In this country—where more than half of the voters in November 2024 were filled with such fear and hatred of what they imagined as “the left” that they voted for a would-be dictator—we need a United Front against the menace which that fear and hate has unleashed—a United Front led by a progressive movement capable of mobilizing those who already agree with us on good grounds and capable of persuading the American people of exactly where we need to stand as a country and why.
The three fundamental social democratic commitments of this campaign are intended to win solid majority support by appealing to what Abraham Lincoln called the better angels of our nature and—by so doing—to show how a grounding in natural spiritual truth can help redeem our nation. These three commitments are:
- Justice for the Native Nations
- A Twenty-first Century version of A. Philip Randolph’s “Freedom Budget” to Abolish Poverty for All Americans, and
- Abundant Care for All (Medicare for All with an emphasis on home health, “proximal health,” and wellness).
I joined the Young People’s Socialist League in the late 1970s when the great civil rights organizer Bayard Rustin was the National Chairman of the adult organization, the Social Democrats, USA, and became active in politics again in 2016 knocking on doors for Bernie Sanders in Iowa and Wisconsin. I am a former director of undergraduate studies for international studies at Yale University and the author of Arguments over Genocide: The War of Words in the Congress and the Supreme Court over Cherokee Removal.
I first ran for Congress in 2018 and received 4% of the vote! Justice for the peoples of the Native Nations is the issue closest to my heart. I think this justice must begin by rejecting the fraudulent claims of the United States to a “right” to dominate these peoples and their lands and ultimately lead to our recognition and acceptance of the principles of the international laws and usages of Turtle Island (this continent)—before the eurochristian invaders arrived—as the foundation for our living together on and with this land in a good way.
In 2018, I called for a twenty-first century version of A. Philip Randolph's “Freedom Budget” to abolish poverty. Such a budget would not only guarantee employment for all those able and willing to work, it would help to restore natural waterways and wetlands in both rural and urban settings, to increase and rewild our forests and restore mangroves and mangrove islands along our coasts, to fix our shipping locks and roads and bridges, and our railways and mass transit systems, to transform our agricultural and educational and housing and childcare practices with wise public investments, and to fundamentally revise our whole healthcare system so that insurance bureaucrats and “squeeze” artists concerned with “efficiency” rather than medicine are removed from the provision of what I call Abundant Care for All (M4A+).
Rather than pursue tax cuts for the rich, we will pay for what we need with a restoration of American top tax rates as they existed during the Eisenhower administration in the 1950s and also by pooling our resources and borrowing in order to invest. If the investments are prudent, they will in time earn enough to pay for themselves many times over. Pooling our resources will enable us to do what we could not do separately.
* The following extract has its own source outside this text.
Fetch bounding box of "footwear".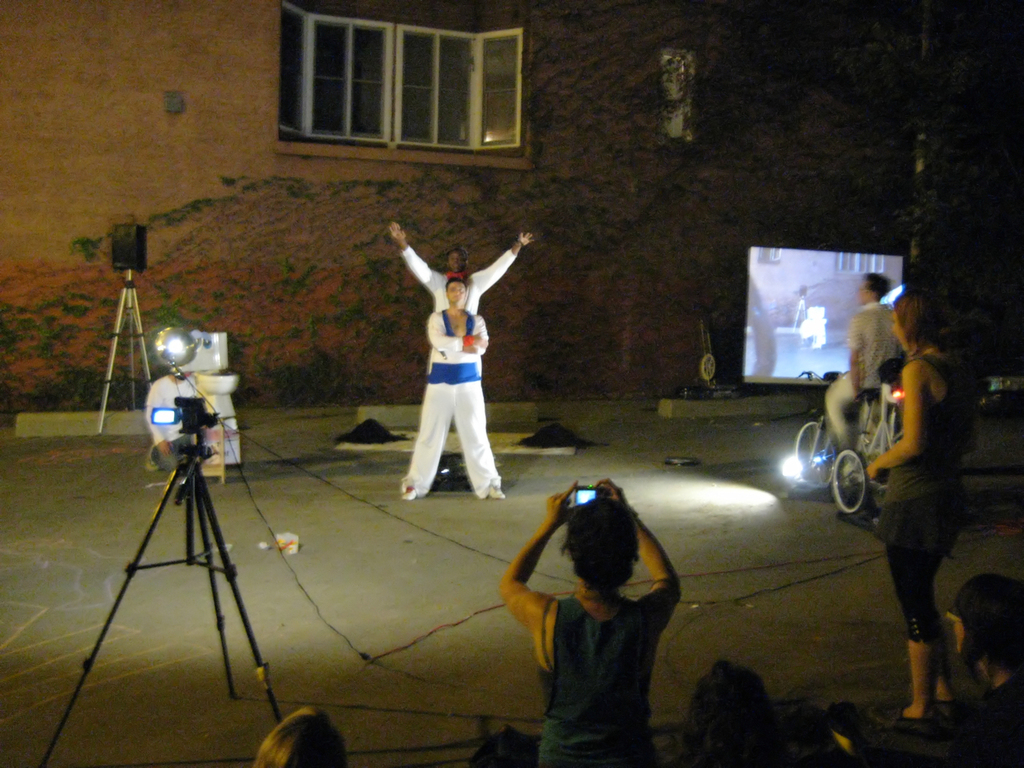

The approach here is the exact opposite of what has been tried—and what has been found wanting since Ronald Reagan—what has been tried and failed for two whole generations in which average real wages have stagnated. The approach here is to water the tree of our economy at its roots rather than its branches or top leaves; and to support union organizing and collective bargaining. Any other approach—such as one focused on tariffs (even if not pursued with a bullying incivility)—is, at best, just a smokescreen for a continued concentration of wealth in the hands of the 1%. So-called “fair-trade” is worth pursuing whereas so-called “free trade” is not. But it has been bad public policy, and not the mere existence of trade, that has hollowed out the ability of the American working class to earn a decent livelihood—a bad public policy of the rich, by the rich, and for the rich.
A similarly bad public policy has hollowed out American foreign relations to the point of tolerance for the genocide in Gaza and, more recently, tolerance for the genocide in Ukraine as well. Far from the “soft peace” towards Japan with which the United States—after the war crimes of the fire bombings of Tokyo and the atomic bombings of Hiroshima and Nagasaki—sought to take into account something of the interests of the Japanese people as a path to a lasting peace, the United States has pursued its foreign policy with ever greater incivility. The days of the Marshall Plan and the foundation of NATO—the days when we sought a common well-being and a common security with a measure of civility, at least with regard to Europe—are gone.
Only if we begin our public policy from a position of natural spiritual truth—a position of respect, love, and gratitude towards all life—will recovery for our society, and right relations with all our relations, be possible.